A survey of the world’s worst nuclear disasters highlights the catastrophic consequences of technical hubris.
June 28, 2022
Jennifer Wilson
How to Lose a Guy in the Gilded Age
Uncovering the resort where rich women sought the elusive right to divorce
June 27, 2022
Phillip Maciak
Notes Toward a Theory of the Dad
Keith Gessen’s memoir, “Raising Raffi,” embraces the embarrassment and vulnerability of fatherhood.
June 22, 2022
Jess Bergman
Ottessa Moshfegh’s
Lapvona
Is a Relentless Gore Fest
Moshfegh’s fourth novel gets unusually creative with excrement and brutality. To what end?
June 20, 2022
Magazine
Joanna Scutts
The End of the Art-Baby Problem
In the lives of women from Alice Neel to Ursula Le Guin, motherhood was entwined with a quest to make art.
June 15, 2022
Magazine
Ed Burmila
Is the Neoliberal Era Over Yet?
The current political order may have proven a failure. But neither party has presented an alternative yet.
June 14, 2022
Magazine
Benjamin Kunkel
Stewart Brand Saw the Future
In his journey from hippie sage to global business consultant, the Whole Earth Catalog founder embodied the shifting spirit of Silicon Valley.
June 9, 2022
Magazine
Jake Bittle
America’s Gun Control Gridlock
Crisis at the NRA should have been a gift for gun control advocates. What went wrong?
June 8, 2022
Samuel Clowes Huneke
The Slow Advance of LGBTQ Rights in Washington, D.C.

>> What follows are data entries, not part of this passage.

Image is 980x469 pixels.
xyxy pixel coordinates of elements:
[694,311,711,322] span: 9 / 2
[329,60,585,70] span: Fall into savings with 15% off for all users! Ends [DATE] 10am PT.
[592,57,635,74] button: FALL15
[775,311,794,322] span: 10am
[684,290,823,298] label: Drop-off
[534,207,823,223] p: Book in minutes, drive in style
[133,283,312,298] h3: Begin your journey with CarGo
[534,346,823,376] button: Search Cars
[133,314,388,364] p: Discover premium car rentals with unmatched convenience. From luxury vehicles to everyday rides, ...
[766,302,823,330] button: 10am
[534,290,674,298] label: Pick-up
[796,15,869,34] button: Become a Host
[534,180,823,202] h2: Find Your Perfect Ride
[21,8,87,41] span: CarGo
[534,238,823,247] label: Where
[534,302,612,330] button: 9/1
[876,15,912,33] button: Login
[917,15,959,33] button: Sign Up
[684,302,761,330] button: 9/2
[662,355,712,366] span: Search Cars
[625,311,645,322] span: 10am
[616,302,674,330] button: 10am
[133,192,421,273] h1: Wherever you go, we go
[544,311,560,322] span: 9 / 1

James Kirchick’s “Secret City” focuses not on the public work of activists, but on the presence of gay men and lesbians within government—many of them conservatives.
June 2, 2022
Magazine
Ryu Spaeth
Werner Herzog Tests Himself Against the Wilderness
“The Twilight World” is the summation of a lifelong obsession with chaos, hostility, and meaninglessness.
May 31, 2022
Scott W. Stern
DDT Is Still With Us, 50 Years Since It Was Banned
Scientists have found toxic levels of the chemical at large. And some groups are making the case to produce even more.
May 27, 2022
Anna Altman
The German Fortunes Built on Nazi Plunder
Germany has never fully reckoned with the Nazi connections of some of its wealthiest families.
May 23, 2022
Sophie Haigney
Elif Batuman’s Experiment With Eventfulness
How much has to happen in a novel?
May 20, 2022
Mary L. Trump
Mark Esper’s Fascinating Revelations Would Have Been Far More So in Real Time
If he and John Bolton and Bill Barr and all the other “adults in the room” had spoken up when it mattered, history could be different.
May 20, 2022
Priya Satia
Would These Undelivered Speeches Really Have Changed History?

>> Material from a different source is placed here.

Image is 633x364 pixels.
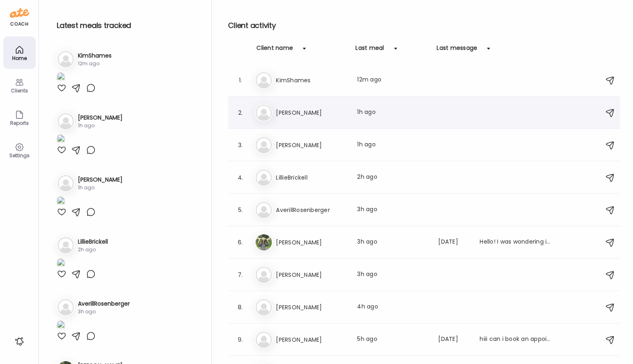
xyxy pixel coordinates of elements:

At a time of upheaval, we want to believe that better leaders have the power to change the course of history. But counterfactuals are never simple.
May 17, 2022
Andre Pagliarini
How Ian Bremmer Cultivates an Air of Expertise
His book on global crisis is less interested in plausible solutions than projecting a sheen of authority.